No, no, I’m kidding. I think it’s a case of, when I started making tunes again, I did have that going through my mind. I’d have been playing a gig, to a number of people, and I’d come away from that thinking: How can I now write a song that will appeal to those people, like these current songs do? But that doesn’t make any sense, because the songs on the album, I write them with nobody in mind, with no audience to please. I mean, I was nothing… I still think I’m nothing, but nobody ten cared what I was doing. So I’m trying to get back to that mindset, and the way I’m doing that is by just flinging things into a tune without really having a clue about anything.

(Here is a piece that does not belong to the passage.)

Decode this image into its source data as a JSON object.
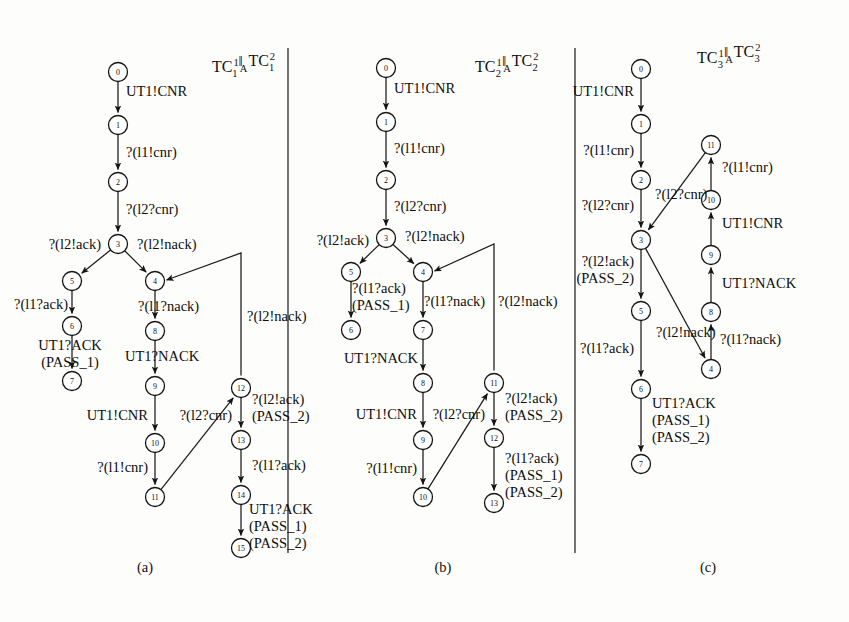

I’m not thinking any further than that. I’ve not sent anything to anyone; I’m just sitting on new stuff until I’m happy with it.
Well, I don’t suppose this album’s ‘cycle’ is quite over yet, anyway. One more single, maybe?
Maybe. ‘Liiines’ could be the last single, but we’re pushing on with this album at least until the New Year. I’d like to put another album out towards the end of next year. I want enough time to develop what I’m doing now – if I put something out in February, it wouldn’t be real, for me. So that’s the plan. I’m looking forward to making something new. I don’t want to alienate anyone, but it’s important that my music evolves.
And from here we talk bling (and Obaro’s lack of it), we talk mortgages, we talk eastern European festivals and a whole lot more that’d push this article into a four-part feature. Which, frankly, would delay you checking out the man’s music. Which you should. Peanut Butter Blues and Melancholy Jam is probably my favourite domestic record of the year. If it wins at the Mercury, I shall hoot so loudly Jools will assume a barn owl with a penchant for rap has found its way inside the Grosvenor Hotel, stolen some booze and hidden itself inside Adele’s hair. Suppose you’d best watch the BBC coverage to find out whether it’s a bird, or just me, drunk, dangling off the balcony.